In Florida, carrying a concealed firearm without a license is a third-degree felony. Carrying a concealed weapon that is not a firearm is a misdemeanor. The difference matters, and so does where the weapon was found, how police encountered it, and whether any legal exception applies.

What Florida Law Actually Says
Florida Statute §790.01 draws a clear distinction between weapons. Carrying a concealed weapon — a knife, tear gas gun, chemical weapon, or similar item — without a license is a first-degree misdemeanor, punishable by up to one year in jail. Carrying a concealed firearm without a license is a third-degree felony, punishable by up to five years in prison. The type of weapon matters from the start.
What "Concealed" Means
Florida courts define concealed as hidden from the ordinary sight of another person. A weapon that is partially visible, openly worn, or plainly observable from a normal position generally does not meet the concealment standard. That issue has come up in cases where a firearm was tucked in a waistband in a way that was visible when the person moved, or kept in a bag that was open at the time of the encounter.
The Car Exception
Florida law allows a person to have a firearm in a private motor vehicle's glove compartment, center console, or other enclosed compartment without a concealed weapon license — as long as the firearm is securely encased or otherwise not readily accessible for immediate use. This is one of the most frequently misunderstood rules. If police claim the firearm was readily accessible — out in the open, in a holster, or within easy reach without being in an enclosed space — the exception may not apply.

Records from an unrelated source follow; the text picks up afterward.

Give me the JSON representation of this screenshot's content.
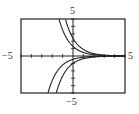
{
  "chart_data": {
    "type": "line",
    "title": "",
    "xlabel": "",
    "ylabel": "",
    "xlim": [
      -5,
      5
    ],
    "ylim": [
      -5,
      5
    ],
    "grid": false,
    "x_ticks_step": 1,
    "y_ticks_step": 1,
    "tick_labels": {
      "x_min": "−5",
      "x_max": "5",
      "y_max": "5",
      "y_min": "−5"
    },
    "series": [
      {
        "name": "upper-curve-1",
        "function": "y = 1.3*exp(-x)",
        "C": 1.3
      },
      {
        "name": "upper-curve-2",
        "function": "y = 2.4*exp(-x)",
        "C": 2.4
      },
      {
        "name": "lower-curve-1",
        "function": "y = -0.45*exp(-x)",
        "C": -0.45
      },
      {
        "name": "lower-curve-2",
        "function": "y = -1.0*exp(-x)",
        "C": -1.0
      }
    ],
    "colors": {
      "curve": "#222222",
      "axis": "#222222",
      "frame": "#222222"
    }
  }
}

Florida's Concealed Weapon License
Florida issues Concealed Weapon Licenses (CWL) through the Department of Agriculture. Requirements include being 21 or older, completing a firearms training course, passing a background check, and having no disqualifying convictions or mental health history. Someone who had a valid license but let it lapse, or who applied but was never approved, is in a different position than someone who never applied — and that context can sometimes affect how the case is handled.
Search and Stop Issues
Many concealed-weapon charges arise from traffic stops, pedestrian stops, or encounters where the weapon was discovered during a search. Whether that search was lawful matters. If the stop was made without reasonable suspicion, or the search exceeded what the law permits, the evidence of the weapon may be suppressible. A suppression motion can eliminate the state's entire case.
When Prior Convictions Change the Picture
If someone has a prior felony conviction, possessing a firearm at all is a separate and more serious offense under Florida Statute §790.23 — felon in possession of a firearm. That is a second-degree felony with up to 15 years in prison and carries a mandatory three-year minimum if the person was previously convicted of a violent felony. These charges are distinct from concealed-carry allegations and require separate analysis.
Why the Specific Facts Control the Case
Concealed-weapon charges can look simple from the outside — weapon found, charge filed. But the actual outcome often depends on precise details: where exactly the weapon was located, how visible it was, how the stop was conducted, whether any exception applies, and whether the search held up legally. Each of those issues is worth a careful look before accepting any resolution.
Charged with carrying a concealed weapon and not sure how serious it is?
Whether it's a misdemeanor or a felony depends on the type of weapon and specific facts of the encounter. Both are worth taking seriously — but the charge level makes a real difference.